Habilitation award winners 2018: interview series
PD Dr. Karin Höpker, Department of English and American Studies
Dr. Höpker, what was the subject of your habilitation thesis?
I am investigating the emergence and development of a term that has now become very common – risk. At the beginning of the 19th century, risk was a very specific term in the maritime trade used to describe insurable goods. Towards the end of the century, it took on a similar meaning to our understanding of risk today. I am interested in how this shift and broadening in meaning came about and which role literature in particular has played in this context.
What excites you the most about your research?
What fascinates me is the ability of fiction to create its own worlds in terms of content and structure that develop the hypotheses of our reality. For example, if we take a look at the development of the novel, we can understand how intensely narrative deals with fundamental social problems and questions, not just in terms of the contents or the themes in the novel, but also in the way the story is told. What does perception mean? How do we actually know what we think we know about ourselves or about the world? How can we communicate thoughts, feelings and the contents of consciousness? How do we make decisions and how do we inform each other about this process? In this context, literature offers a very special experimental freedom to consider such questions and to test and discuss ideas and techniques in a virtual model. Social systems are complex and literature has certain functions within them at certain times. In a way, literature offers a special window through which we can listen to a part of a society in a dialogue with itself.
Which difficulties did you encounter during your habilitation and how did you overcome them?
There’s a certain expectation placed on academics in the humanities that the projects we choose for our dissertation, habilitation and follow-up projects must not be too close to one another. This part of the 19th century was completely new territory for me and my work includes background knowledge from several different disciplines. If I hadn’t been able to use the research of some historians who searched numerous archives to investigate the history of insurance and speculation with policies, statistics and censor research, case files about legal disputes about the transport of slaves, and the history of science, biological taxonomy or the whale trade, my project would have been almost impossible.
To which extent has your research changed you and your view of the world?
I think that by examining literature we become aware of how different thought, communication, and the view of oneself and the world can be in certain eras. We experience that our own thinking in the here and now is not a foregone conclusion. This means our assumptions of how we and the world are, all that what we often consider to be normal and natural, the intellectual ‘horizon’ of our perception to a certain extent, are suddenly confronted with something completely different which we are open to, as we perceive it as fiction, as something hypothetical and playful to which we voluntarily and safely subject ourselves to. While reading, we can experience something that is foreign to us and that we often have only limited access to. What I am interested in and what I hope is that we can learn to expand our horizons and to question our presumptions. When we take reading seriously and engage with it, we learn to think differently, at least to a certain extent, which not only shows us from a historical perspective that everything was not always as it is now, but also enables us to imagine how things could be different in the future.
What’s next – for you and your field of research?
I currently hold a position as a senior assistant professor (‘Oberassistentin’) at the Chair of American Studies with a particular focus on literary studies. I am applying for professorships and would like to apply for funding for a new project soon. This is always an exciting but also difficult point in one’s own academic biography, as you’re still heavily involved in the old project which still has to be turned into a book, and at the same time, there’s something new that you’d like to concentrate on. I can say this much – the next project is also about narrative, but about a completely different type of risk, namely about love.
Thank you very much for the interview, Dr. Höpker.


• Description of the task:
Retype exactly, and only, the lines from the one that contains "Find the location of *man*." through the final line of the entries.

[Records for processing]

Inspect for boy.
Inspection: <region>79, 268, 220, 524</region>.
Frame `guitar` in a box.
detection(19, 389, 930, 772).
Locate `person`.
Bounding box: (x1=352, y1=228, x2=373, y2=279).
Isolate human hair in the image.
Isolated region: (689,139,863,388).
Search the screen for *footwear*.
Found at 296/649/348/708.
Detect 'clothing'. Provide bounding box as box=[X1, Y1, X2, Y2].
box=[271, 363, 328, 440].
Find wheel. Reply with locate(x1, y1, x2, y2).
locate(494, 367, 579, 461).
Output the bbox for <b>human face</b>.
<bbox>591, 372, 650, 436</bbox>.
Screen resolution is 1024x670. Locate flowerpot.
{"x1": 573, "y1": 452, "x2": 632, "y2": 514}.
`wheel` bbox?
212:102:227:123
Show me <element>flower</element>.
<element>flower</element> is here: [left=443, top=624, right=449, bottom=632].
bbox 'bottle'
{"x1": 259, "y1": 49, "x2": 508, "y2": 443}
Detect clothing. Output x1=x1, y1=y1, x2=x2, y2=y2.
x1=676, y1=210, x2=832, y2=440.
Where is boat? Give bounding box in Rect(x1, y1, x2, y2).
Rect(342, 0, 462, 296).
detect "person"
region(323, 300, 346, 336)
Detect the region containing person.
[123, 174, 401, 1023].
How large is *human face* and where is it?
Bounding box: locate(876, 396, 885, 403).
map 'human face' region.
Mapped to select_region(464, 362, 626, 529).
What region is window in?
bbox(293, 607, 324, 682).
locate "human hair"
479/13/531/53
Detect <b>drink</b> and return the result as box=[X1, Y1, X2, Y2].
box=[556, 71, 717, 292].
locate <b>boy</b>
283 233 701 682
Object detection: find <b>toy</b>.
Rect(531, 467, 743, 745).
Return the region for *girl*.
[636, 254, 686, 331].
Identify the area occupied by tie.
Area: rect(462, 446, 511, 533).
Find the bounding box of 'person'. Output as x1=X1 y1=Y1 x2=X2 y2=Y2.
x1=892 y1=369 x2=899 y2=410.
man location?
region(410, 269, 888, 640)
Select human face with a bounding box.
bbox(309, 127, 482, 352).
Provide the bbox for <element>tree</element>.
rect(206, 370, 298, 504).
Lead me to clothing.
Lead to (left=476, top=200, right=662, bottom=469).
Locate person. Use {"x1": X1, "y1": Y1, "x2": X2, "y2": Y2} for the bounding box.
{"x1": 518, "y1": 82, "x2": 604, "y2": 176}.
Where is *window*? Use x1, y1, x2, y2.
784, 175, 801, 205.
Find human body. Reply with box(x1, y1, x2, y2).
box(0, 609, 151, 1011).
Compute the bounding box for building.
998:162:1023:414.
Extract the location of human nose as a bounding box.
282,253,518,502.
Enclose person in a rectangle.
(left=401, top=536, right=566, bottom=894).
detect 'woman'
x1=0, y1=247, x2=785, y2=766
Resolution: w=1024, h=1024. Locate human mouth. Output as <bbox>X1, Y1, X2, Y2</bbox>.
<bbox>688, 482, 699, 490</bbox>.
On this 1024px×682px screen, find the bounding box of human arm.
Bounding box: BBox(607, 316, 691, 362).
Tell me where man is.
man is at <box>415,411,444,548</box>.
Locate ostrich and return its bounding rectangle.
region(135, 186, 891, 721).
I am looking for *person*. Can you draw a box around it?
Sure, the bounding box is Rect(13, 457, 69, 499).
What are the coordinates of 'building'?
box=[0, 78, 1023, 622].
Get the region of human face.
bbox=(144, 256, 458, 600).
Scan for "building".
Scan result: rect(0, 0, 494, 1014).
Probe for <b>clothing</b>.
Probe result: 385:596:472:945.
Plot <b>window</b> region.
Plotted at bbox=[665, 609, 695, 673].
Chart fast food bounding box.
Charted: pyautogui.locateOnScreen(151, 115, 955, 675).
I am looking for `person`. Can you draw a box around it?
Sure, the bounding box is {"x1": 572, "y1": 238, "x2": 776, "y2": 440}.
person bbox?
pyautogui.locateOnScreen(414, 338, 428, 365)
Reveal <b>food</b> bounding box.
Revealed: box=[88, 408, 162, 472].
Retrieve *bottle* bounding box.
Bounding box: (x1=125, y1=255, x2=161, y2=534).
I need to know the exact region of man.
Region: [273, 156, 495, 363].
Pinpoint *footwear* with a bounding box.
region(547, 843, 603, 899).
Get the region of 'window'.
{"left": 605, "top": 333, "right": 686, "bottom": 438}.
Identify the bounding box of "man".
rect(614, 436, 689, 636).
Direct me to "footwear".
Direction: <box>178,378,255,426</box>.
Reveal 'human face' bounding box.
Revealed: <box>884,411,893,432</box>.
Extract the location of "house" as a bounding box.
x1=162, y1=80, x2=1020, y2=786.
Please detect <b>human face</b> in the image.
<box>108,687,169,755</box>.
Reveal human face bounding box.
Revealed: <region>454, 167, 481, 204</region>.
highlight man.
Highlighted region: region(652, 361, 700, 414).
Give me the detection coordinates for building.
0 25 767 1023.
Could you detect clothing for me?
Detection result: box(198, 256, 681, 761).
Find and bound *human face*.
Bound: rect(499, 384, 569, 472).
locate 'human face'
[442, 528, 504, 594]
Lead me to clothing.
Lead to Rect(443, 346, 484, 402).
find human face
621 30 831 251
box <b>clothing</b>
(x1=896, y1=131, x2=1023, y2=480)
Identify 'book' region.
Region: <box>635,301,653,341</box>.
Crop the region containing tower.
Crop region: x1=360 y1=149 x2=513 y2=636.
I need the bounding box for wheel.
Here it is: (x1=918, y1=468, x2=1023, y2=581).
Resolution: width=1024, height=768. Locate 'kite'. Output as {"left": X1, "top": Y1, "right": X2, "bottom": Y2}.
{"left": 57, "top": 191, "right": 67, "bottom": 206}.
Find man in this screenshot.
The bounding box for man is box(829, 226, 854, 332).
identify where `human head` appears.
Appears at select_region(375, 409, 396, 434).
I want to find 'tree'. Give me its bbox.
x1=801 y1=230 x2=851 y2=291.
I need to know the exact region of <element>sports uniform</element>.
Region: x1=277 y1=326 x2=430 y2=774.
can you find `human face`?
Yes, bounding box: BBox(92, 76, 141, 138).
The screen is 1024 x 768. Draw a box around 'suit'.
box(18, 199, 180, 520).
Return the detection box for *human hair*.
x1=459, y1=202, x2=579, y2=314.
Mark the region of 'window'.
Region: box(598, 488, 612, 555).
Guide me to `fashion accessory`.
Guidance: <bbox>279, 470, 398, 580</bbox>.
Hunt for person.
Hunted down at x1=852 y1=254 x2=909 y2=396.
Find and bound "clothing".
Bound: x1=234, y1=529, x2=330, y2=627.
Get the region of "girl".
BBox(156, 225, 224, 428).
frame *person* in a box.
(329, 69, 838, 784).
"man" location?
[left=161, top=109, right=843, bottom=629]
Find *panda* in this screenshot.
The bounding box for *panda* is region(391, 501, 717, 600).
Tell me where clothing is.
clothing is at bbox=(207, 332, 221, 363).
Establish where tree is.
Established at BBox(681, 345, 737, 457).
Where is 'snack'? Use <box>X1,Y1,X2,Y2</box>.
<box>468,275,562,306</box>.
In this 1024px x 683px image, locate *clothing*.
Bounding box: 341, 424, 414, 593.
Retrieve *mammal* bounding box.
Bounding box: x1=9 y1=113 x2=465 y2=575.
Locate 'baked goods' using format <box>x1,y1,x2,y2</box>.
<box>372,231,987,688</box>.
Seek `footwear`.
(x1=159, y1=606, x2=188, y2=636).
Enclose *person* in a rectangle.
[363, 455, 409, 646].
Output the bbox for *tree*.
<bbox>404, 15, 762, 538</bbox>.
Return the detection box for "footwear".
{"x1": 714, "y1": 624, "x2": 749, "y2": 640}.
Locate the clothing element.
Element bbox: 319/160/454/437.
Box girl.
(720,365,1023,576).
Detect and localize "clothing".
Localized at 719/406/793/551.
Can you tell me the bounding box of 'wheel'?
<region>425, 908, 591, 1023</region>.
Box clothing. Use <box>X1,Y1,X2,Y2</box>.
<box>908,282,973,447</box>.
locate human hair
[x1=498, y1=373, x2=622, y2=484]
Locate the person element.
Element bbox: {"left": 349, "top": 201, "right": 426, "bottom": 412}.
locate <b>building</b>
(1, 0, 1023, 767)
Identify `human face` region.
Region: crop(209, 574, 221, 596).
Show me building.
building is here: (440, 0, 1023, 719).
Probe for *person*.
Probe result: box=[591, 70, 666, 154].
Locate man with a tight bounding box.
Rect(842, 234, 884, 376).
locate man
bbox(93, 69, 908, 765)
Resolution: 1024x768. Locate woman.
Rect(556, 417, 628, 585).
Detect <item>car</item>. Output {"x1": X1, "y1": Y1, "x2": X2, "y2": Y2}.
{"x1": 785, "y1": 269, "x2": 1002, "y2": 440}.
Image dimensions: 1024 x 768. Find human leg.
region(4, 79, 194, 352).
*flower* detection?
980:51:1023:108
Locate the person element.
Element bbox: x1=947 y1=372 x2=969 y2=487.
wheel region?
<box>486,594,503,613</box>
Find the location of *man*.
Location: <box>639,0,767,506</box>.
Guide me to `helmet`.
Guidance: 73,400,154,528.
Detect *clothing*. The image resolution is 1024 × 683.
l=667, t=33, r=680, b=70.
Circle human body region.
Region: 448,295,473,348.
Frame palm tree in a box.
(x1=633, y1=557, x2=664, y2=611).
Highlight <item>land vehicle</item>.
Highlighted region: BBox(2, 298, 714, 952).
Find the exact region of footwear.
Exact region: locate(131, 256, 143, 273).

[/Records for processing]

• Answer to this problem:
Find the location of *man*.
Location: <box>639,0,767,506</box>.
Guide me to `helmet`.
Guidance: 73,400,154,528.
Detect *clothing*. The image resolution is 1024 × 683.
l=667, t=33, r=680, b=70.
Circle human body region.
Region: 448,295,473,348.
Frame palm tree in a box.
(x1=633, y1=557, x2=664, y2=611).
Highlight <item>land vehicle</item>.
Highlighted region: BBox(2, 298, 714, 952).
Find the exact region of footwear.
Exact region: locate(131, 256, 143, 273).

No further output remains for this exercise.